Decolonising Data. Undoing the South  (M. Halkort, M. Lim, T. Lauriault, S. Milan)
The Global South, once only a footnote in critical data studies, has become a “hot” topic of late. Papers emphasizing ‘a view from the South’ are proliferating at conference, workshops and events, broadening our understanding of the intersectional dynamics of data capitalism across the globe. Yet this renewed interest is not without risks, as it can easily subsume a wide range of locally specific dynamics and under one discrete geographical and onto-epistemic location, assigning the South once more a status of exceptionalism that merely reifies, extends and reconfigures structures of modern colonial thought. Against this backdrop, this proposed panel attempts to critically interrogate the multiple intersections, turbulences, interdependencies, and circulations shaping the political economy of data, both within and between “North” and South” that distribute logics of dispossession, exploitation, subalternity and domination – all master signifiers of colonial power relations – across markets, platforms, data practices and infrastructural domains.

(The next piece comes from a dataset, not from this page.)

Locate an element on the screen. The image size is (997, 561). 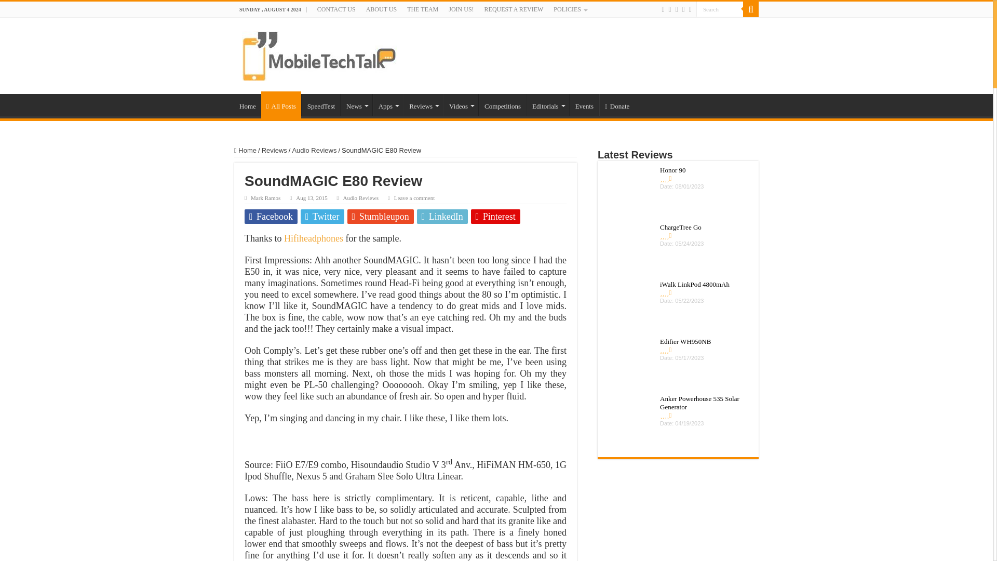
ABOUT US is located at coordinates (381, 9).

Putting empirical and theoretical contributions from a series of case studies into conversation with one another, this panel endeavours to reveal manifestations of data power that have so far remained hidden or insufficiently discussed. Moderated by Stefania Milan, the conversation in this panel includes, but not limited to, new faces of subalternity in big data sets of dead and missing migrants in the Mediterranean (Monika Halkort), post-colonial mapping Canada’s North, Ireland and the decolonisation of First Nations Data in Canada (Tracey Lauriault), decolonised practices of counter-mapping and data activism in Southeast Asia (Merlyna Lim). What brings this diverse range of experiences together is their commitment to re-think power asymmetries in planetary data infrastructures and computation from the view point of the border. The border here does not refer to a geopolitical location, but rather to an onto-epistemic disposition: a commitment to thinking between disciplines by building on concepts, ideas, practices and modes of questioning that have been denied proper recognition in academic thought.